"You'd better come in. I've made some coffee."
He could not rise. He could not even raise his hands.
She called her husband from where he was chopping wood off in the trees,
and together they got him into the house. It was days before he so much
as spoke again.
So it happened that the search went on. Wilkins from the east of the
range, and Bassett from the west, hunted at first with furious energy,
then spasmodically, then not at all, while Dick lay in a mountain cabin,
on the bed made of young trees, and for the second time in his life
watched a woman moving in a lean-to kitchen, and was fed by a woman's
hand.
He forced himself to think of this small panorama of life that moved
before him, rather than of himself. The woman was young, and pretty in a
slovenly way. The man was much older, and silent. He was of better class
than the woman, and underlying his assumption of crudity there were
occasional outcroppings of some cultural background. Not then, nor at
any subsequent time, did he learn the story, if story there was. He
began to see them, however, not so much pioneers as refugees. The cabin
was, he thought, a haven to the man and a prison to the woman.
But they were uniformly kind to him, and for weeks he stayed there,
slowly readjusting. In his early convalescence he would sit paring
potatoes or watching a cooking pot for her. As he gained in strength
he cut a little firewood. Always he sought something to keep him from
thinking.
Two incidents always stood out afterwards in his memory of the cabin.
One was the first time he saw himself in a mirror. He knew by that time
that Bassett's story had been true, and that he was ten years older than
he remembered himself to be. He thought he was in a measure prepared.
But he saw in the glass a man whose face was lined and whose hair was
streaked with gray. The fact that his beard had grown added to the
terrible maturity of the reflection he saw, and he sent the mirror
clattering to the ground.
The other incident was later, and when he was fairly strong again. The
man was caught under a tree he was felling, and badly hurt. During the
hour or so that followed, getting the tree cut away, and moving the
injured man to the cabin on a wood sledge, Dick had the feeling of
helplessness of any layman in an accident. He was solicitous but clumsy.
But when they had got the patient into his bed, quite automatically he
found himself making an investigation and pronouncing a verdict.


What is being asked: Where "JSON" appears in a line of the entries below, that line should be copied.

Data shown:
----

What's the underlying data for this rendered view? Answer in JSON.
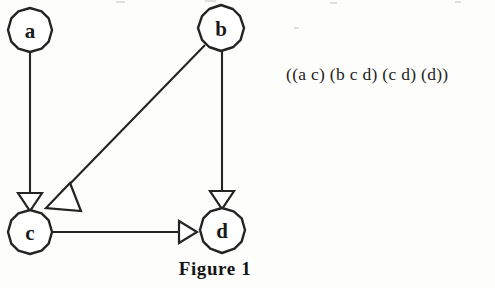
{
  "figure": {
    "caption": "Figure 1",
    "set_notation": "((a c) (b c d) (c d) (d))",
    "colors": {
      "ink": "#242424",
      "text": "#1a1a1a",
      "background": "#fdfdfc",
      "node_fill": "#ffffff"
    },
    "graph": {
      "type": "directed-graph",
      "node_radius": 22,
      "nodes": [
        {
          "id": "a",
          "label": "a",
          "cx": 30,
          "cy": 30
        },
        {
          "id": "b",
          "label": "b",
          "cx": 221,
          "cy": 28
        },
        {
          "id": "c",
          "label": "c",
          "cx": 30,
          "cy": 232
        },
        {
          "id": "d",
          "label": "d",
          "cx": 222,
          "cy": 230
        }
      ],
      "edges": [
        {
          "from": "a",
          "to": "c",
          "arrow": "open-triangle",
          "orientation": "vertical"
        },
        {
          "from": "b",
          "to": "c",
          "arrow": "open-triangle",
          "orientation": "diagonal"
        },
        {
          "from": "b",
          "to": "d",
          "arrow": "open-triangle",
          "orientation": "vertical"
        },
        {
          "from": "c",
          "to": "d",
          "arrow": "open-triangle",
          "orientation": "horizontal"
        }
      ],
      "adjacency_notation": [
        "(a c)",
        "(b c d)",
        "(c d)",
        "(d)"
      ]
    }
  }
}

----

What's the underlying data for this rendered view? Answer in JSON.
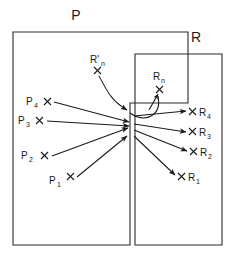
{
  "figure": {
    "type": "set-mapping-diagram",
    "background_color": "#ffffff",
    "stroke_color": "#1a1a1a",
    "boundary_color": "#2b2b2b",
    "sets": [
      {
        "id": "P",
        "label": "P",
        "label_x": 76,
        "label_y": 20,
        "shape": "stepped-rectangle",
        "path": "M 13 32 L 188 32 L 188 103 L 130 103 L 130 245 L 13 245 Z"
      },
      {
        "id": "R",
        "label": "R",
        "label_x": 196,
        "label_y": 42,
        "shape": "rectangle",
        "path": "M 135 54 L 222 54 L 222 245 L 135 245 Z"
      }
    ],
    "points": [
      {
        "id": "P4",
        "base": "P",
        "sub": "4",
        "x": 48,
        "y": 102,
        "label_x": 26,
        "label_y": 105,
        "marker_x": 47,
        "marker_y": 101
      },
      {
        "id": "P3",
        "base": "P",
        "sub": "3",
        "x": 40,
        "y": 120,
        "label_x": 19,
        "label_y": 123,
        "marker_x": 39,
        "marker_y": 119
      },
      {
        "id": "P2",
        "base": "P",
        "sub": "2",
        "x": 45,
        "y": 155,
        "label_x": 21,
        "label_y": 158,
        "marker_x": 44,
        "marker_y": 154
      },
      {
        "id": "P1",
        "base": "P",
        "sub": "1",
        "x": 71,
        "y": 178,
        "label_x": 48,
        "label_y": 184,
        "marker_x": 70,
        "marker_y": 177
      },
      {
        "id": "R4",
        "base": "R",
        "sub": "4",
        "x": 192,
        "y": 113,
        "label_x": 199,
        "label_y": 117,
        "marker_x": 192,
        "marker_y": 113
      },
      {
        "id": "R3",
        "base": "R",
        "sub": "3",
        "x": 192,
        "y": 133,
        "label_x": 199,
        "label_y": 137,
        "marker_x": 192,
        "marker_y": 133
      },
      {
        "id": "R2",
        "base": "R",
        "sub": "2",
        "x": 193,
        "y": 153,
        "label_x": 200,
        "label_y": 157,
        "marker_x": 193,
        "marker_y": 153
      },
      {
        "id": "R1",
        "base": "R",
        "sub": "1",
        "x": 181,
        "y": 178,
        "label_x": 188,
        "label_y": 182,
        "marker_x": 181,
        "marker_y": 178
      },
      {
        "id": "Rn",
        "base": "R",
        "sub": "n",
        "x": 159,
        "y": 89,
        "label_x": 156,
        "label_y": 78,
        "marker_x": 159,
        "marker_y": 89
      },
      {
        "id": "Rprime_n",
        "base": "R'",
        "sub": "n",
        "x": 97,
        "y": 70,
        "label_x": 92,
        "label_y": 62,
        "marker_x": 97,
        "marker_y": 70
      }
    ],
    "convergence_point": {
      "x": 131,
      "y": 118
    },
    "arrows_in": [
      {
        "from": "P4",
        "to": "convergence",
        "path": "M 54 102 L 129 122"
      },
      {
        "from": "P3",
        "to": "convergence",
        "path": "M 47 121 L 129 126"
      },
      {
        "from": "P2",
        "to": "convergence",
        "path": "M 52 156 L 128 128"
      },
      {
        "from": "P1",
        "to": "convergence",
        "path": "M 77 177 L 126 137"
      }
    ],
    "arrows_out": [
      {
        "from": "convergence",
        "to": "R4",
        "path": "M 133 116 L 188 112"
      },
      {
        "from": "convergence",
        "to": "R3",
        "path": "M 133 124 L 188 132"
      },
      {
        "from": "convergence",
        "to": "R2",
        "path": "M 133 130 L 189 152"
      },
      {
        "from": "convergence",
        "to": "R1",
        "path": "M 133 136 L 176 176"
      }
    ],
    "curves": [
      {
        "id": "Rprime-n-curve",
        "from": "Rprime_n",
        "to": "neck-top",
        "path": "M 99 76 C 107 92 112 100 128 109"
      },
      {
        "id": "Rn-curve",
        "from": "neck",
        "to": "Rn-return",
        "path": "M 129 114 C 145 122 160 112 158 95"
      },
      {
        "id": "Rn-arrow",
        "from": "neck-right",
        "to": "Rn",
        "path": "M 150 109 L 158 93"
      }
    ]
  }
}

----

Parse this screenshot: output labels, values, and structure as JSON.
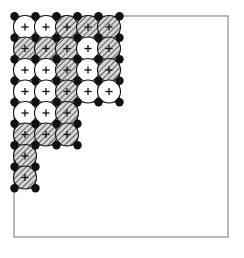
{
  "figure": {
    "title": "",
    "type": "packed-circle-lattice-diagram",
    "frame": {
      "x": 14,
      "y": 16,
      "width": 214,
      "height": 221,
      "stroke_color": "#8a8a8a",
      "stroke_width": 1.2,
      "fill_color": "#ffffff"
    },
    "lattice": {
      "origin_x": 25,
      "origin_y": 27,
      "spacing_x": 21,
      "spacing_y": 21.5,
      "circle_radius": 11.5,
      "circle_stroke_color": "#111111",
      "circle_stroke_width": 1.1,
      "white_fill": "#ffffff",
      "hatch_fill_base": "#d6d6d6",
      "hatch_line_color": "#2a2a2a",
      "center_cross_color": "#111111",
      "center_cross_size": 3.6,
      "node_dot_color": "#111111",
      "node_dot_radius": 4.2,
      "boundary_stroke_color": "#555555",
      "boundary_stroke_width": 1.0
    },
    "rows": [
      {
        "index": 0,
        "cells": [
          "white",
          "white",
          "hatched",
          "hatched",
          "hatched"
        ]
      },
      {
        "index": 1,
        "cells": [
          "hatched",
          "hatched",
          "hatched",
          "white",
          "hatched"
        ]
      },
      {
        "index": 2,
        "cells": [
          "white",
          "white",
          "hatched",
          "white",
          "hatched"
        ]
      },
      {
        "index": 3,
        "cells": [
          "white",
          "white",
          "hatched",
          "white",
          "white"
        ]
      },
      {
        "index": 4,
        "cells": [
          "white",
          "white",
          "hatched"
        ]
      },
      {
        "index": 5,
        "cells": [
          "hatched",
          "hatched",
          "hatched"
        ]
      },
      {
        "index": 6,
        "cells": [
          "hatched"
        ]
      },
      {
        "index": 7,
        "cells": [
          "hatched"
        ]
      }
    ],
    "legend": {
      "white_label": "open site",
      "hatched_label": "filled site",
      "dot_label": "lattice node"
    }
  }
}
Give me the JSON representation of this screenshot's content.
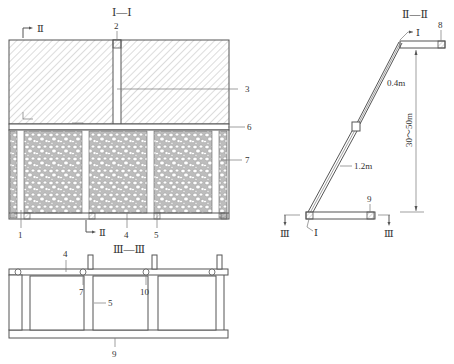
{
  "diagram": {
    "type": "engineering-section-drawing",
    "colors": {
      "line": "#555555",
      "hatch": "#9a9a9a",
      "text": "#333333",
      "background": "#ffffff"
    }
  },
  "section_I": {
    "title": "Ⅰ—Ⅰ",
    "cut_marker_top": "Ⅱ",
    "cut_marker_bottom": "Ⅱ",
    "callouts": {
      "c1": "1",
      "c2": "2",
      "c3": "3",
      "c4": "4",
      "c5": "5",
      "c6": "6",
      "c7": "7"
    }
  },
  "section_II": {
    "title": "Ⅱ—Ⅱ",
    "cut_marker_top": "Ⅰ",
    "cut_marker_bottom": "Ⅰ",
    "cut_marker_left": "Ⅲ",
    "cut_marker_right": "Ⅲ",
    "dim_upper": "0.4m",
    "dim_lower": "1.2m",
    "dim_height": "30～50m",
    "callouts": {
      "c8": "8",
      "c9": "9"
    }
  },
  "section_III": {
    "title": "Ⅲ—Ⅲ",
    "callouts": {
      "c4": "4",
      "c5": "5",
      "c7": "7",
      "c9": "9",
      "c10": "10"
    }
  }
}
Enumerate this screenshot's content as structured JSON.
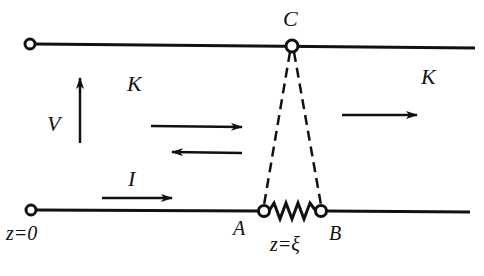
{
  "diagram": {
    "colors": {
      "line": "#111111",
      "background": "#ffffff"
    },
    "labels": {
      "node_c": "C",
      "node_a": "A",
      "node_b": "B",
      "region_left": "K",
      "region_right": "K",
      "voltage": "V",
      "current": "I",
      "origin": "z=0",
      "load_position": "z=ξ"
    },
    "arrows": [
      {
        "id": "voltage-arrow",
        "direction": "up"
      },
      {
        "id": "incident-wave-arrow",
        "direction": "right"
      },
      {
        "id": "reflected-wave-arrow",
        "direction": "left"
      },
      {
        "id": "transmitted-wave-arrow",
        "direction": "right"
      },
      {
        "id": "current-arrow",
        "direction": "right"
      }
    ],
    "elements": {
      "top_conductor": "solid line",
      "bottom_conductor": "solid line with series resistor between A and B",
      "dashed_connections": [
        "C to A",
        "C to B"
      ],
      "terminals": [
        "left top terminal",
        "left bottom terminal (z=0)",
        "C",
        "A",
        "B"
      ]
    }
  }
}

----

Solution to the problem:
What's the underlying data for this rendered view? Answer in JSON.
What's the underlying data for this rendered view? Answer in JSON.
Parse this screenshot: output labels, values, and structure as JSON.
Give me the JSON representation of this screenshot's content.
Enumerate this screenshot's content as structured JSON.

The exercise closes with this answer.